Q. I am in my seventies and my husband is in his nineties. The other night we had two couples to dinner. However, when they arrived (separately), we both realised we had forgotten their names, so when I brought the second couple into the drawing room I was incapable of introducing everyone to each other — they were meeting for the first time. This set the evening off to a terrible start, but our memory failure was no reflection of our affection for our guests or of our general brain power. Mary, what would you have done in these circumstances?
— Name and address withheld

A. When the second couple arrived, you could have ushered them into your drawing room but not entered it yourself, so that they were forced to introduce themselves while you eavesdropped at the door in order to refresh your memory.

Q. Flying to Oslo with BA on expensive tickets, my son and I asked for strong cups of tea. We were told we had to pay double as they sold it by the tea bag. Was I right to be shocked?
— P.O., Lancaster


A. Of course you were right. This is a demoralising tale of penny-pinching which strikes exactly the wrong note at a time when loyal fliers are wondering what the difference is between BA and a budget airline. Well-organised readers should board the plane with their own teabags in hand luggage and just order hot water, which presumably will be free of charge. They can then discreetly make their own ‘brews’.

Q. This year we have a glut of apples and my husband is trying to get through them. He has got into the habit of eating one every time we set out on a car journey. (I’ve lost my licence and am dependent on him for the next six months.) I personally find the noise and the mist of apple particles spraying out into the car rather disgusting. My husband says I am neurotic. Mary, can you rule on the acceptability or otherwise of eating an apple while driving another person in a car?
— M.W., Pewsey, Wilts

A. It is never acceptable to eat an apple in a confined space with other people unless the apple has been chopped into pieces. Why not outwit your husband by keeping a knife in the glove compartment?

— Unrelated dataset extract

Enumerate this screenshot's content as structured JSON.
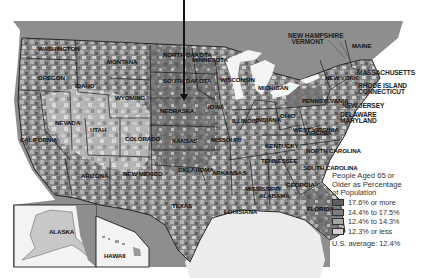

Q. One of my best friends, John, knows another man who lives in the same village as me but doesn’t want to have to see him every time he visits me. But my neighbour gets chippy if he happens to see John’s car parked outside my house if he doesn’t also drop in on him. What to do?
—Name and address withheld

A. If your neighbour catches him, you can say you are furious that John visited somebody else a few miles away and was planning to only give you and your neighbour five minutes each of his time before driving back to London.